Academy Projects Telemetry Anomaly Detection
AI / ML

Telemetry Anomaly Detection

Run a lightweight anomaly detector on housekeeping telemetry (power, thermal, ADCS, comms) to flag outliers and trending failures. Compare ML alerts against simple threshold rules and downlink only flagged windows for analysis.

12-18 months Intermediate 0.5U
0.5U
Form Factor
Intermediate
Difficulty
12-18 months
Timeline
3
Disciplines

About This Project

Run a lightweight anomaly detector on housekeeping telemetry (power, thermal, ADCS, comms) to flag outliers and trending failures. Compare ML alerts against simple threshold rules and downlink only flagged windows for analysis.

Category: AI / ML

This is a intermediate-level project with an estimated timeline of 12-18 months using a 0.5U form factor.

Overview

Satellites are expensive to build and impossible to repair, so catching problems early — before they cascade into mission-ending failures — is enormously valuable. Traditional health monitoring uses fixed thresholds: if battery voltage drops below X, trigger an alert. But threshold-based monitoring misses subtle trends, ignores correlations between subsystems, and generates false alarms when normal operating patterns shift with seasons or mission phases. A machine learning anomaly detector learns what normal looks like by studying the satellite's own telemetry during healthy operation, then flags deviations from that learned baseline. The model runs directly on the satellite, examining housekeeping data streams in real time — power bus voltage and current, thermal readings, attitude sensor outputs, radio signal metrics — and marking windows that deviate significantly from expected patterns. Only flagged windows are prioritized for downlink and ground analysis, reducing the operator workload. The experiment compares ML-based anomaly detection against traditional threshold rules using the same telemetry, quantifying whether the ML approach catches problems that thresholds miss and whether it reduces false alarm rates. This is a software-only payload requiring no additional hardware, making it one of the lowest-cost and lowest-risk experiments available.

Technical Details

Software-only payload running on existing PyCubed OBC or ESP32-S3 co-processor. Ingest housekeeping telemetry streams (battery voltage, solar current, temperature array, gyro rates, radio RSSI) at 1-10 Hz. Train a lightweight autoencoder or isolation forest model on ground using simulated nominal telemetry from flatsat testing. Deploy quantized model (INT8, <50 KB) onboard. Flag anomalous windows (>3? deviation from learned normal). Downlink only flagged telemetry windows plus model confidence scores. Compare ML alerts against simple threshold rules to quantify ML value-add.

Research & Notes

Extends project 4 concept to non-imaging domain. ESA Phi-Sat demonstrated value of onboard ML for data triage. Edge Impulse anomaly detection pipeline supports time-series data natively. Key advantage: no additional hardware — runs entirely on existing bus sensors and compute. Produces publishable comparison: ML anomaly detection vs threshold rules on real space telemetry. Industry trend: satellite operators increasingly interested in autonomous health monitoring. Could detect early signs of battery degradation, thermal runaway, or ADCS issues before they become critical. Cost: $0-$200 (ESP32-S3 co-processor if needed). Complexity: intermediate — ML model training requires some data science skill but Edge Impulse lowers the barrier significantly.

Required Disciplines

This project spans 3 disciplines, making it suitable for interdisciplinary student teams.

CS
EE
Data Science

Next Steps

Ready to take on this project? Here's a general roadmap that applies to most CubeSat missions:

  1. Build your foundation: Complete the core modules in the CubeSat Academy to understand spacecraft subsystems, mission design, and development workflows.
  2. Form a team: Recruit students across the required disciplines and identify a faculty advisor. Plan for knowledge transfer between graduating and incoming members.
  3. Write a mission concept: Draft a 1–2 page document outlining your objectives, target orbit, payload requirements, and success criteria.
  4. Connect with a chapter: Join a Blackwing chapter for mentorship, shared resources, and access to the platform ecosystem.
  5. Explore the developer tools: Visit the Developer Portal for platform documentation, SDKs, and hardware specs.
  6. Plan your timeline: Map milestones to your academic calendar. Most projects align well with a 2–4 semester capstone or research sequence.
  7. Reach out: Contact us to discuss your project goals, platform selection, and path to orbit.

Ready to start this mission?

Connect with a Blackwing chapter for mentorship, platform access, and a path to orbit.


[Exercise directions]
Going line by line through the records below, write out everything starting with the line containing "Image is 712x340 pixels." and going on through the line containing "Image is 840x397 pixels.", exactly and inclusively. Pictures do not go in.

[Source material]

————————

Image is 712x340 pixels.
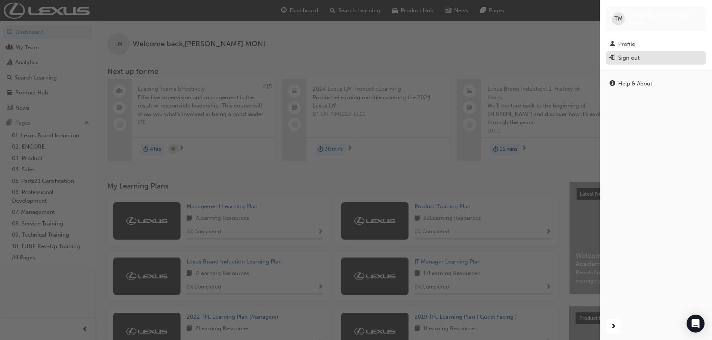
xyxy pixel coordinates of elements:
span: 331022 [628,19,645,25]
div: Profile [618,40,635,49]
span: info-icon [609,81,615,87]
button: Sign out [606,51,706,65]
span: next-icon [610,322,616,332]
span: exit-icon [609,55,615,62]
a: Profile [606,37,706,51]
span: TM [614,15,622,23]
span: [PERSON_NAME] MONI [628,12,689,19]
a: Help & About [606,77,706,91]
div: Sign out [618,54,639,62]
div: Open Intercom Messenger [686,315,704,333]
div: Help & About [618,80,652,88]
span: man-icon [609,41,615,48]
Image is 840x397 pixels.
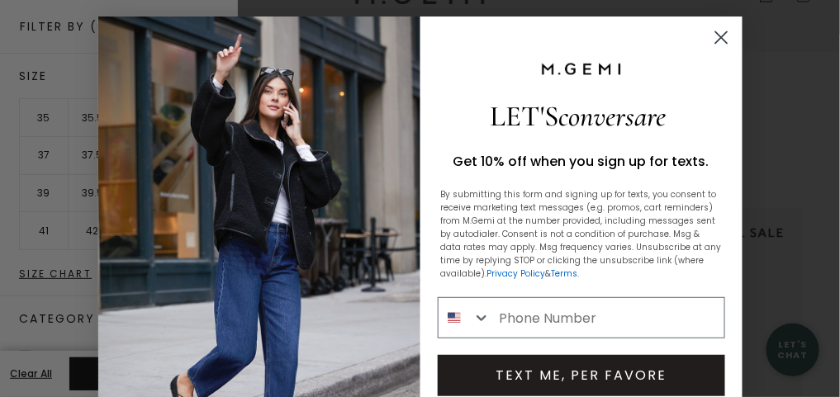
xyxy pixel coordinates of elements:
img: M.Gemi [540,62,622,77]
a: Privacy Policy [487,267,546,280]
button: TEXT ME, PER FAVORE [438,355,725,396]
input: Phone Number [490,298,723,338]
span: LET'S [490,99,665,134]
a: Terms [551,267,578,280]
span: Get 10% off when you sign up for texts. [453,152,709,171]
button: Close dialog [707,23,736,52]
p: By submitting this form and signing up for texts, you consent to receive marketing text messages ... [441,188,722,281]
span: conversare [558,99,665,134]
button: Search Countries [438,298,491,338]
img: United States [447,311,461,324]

————————

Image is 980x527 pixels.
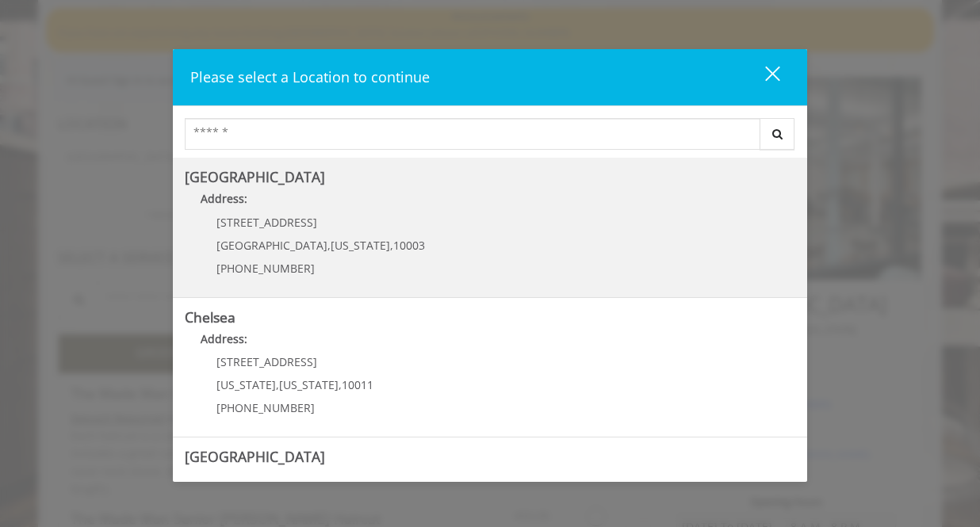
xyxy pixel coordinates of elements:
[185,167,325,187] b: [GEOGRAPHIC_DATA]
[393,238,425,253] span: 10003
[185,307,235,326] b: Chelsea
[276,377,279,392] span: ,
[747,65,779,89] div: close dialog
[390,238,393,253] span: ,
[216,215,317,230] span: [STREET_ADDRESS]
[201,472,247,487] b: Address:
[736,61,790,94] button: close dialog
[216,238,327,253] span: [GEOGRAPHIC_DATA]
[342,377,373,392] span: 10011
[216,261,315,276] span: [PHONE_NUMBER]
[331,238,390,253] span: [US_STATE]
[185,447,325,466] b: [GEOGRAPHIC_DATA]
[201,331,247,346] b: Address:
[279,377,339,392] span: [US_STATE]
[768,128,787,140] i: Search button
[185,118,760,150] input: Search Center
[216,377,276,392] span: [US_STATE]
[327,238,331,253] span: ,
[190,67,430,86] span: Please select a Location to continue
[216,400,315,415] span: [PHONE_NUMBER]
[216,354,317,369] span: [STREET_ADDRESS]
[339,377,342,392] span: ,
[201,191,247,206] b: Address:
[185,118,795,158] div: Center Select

————————

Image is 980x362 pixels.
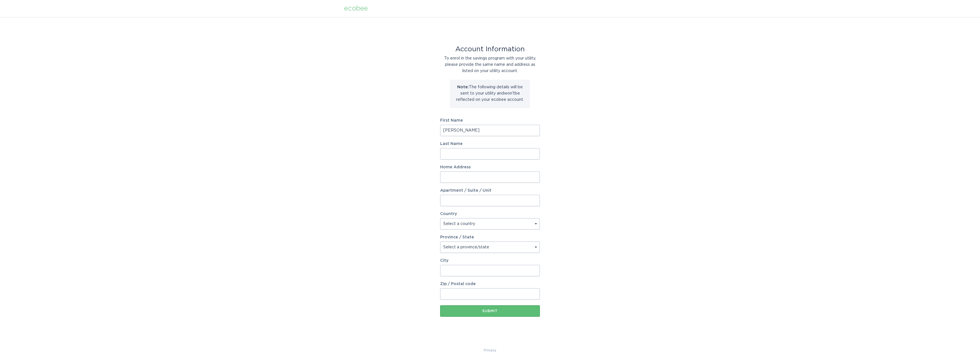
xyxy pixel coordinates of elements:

————————

[Written answer]
Image is 712x340 pixels.
xyxy pixel coordinates of elements:
span: 331022 [628,19,645,25]
div: Profile [618,40,635,49]
span: info-icon [609,81,615,87]
button: Sign out [606,51,706,65]
span: next-icon [610,322,616,332]
span: exit-icon [609,55,615,62]
a: Profile [606,37,706,51]
span: TM [614,15,622,23]
span: [PERSON_NAME] MONI [628,12,689,19]
a: Help & About [606,77,706,91]
div: Sign out [618,54,639,62]
div: Open Intercom Messenger [686,315,704,333]
div: Help & About [618,80,652,88]
span: man-icon [609,41,615,48]
Image is 840x397 pixels.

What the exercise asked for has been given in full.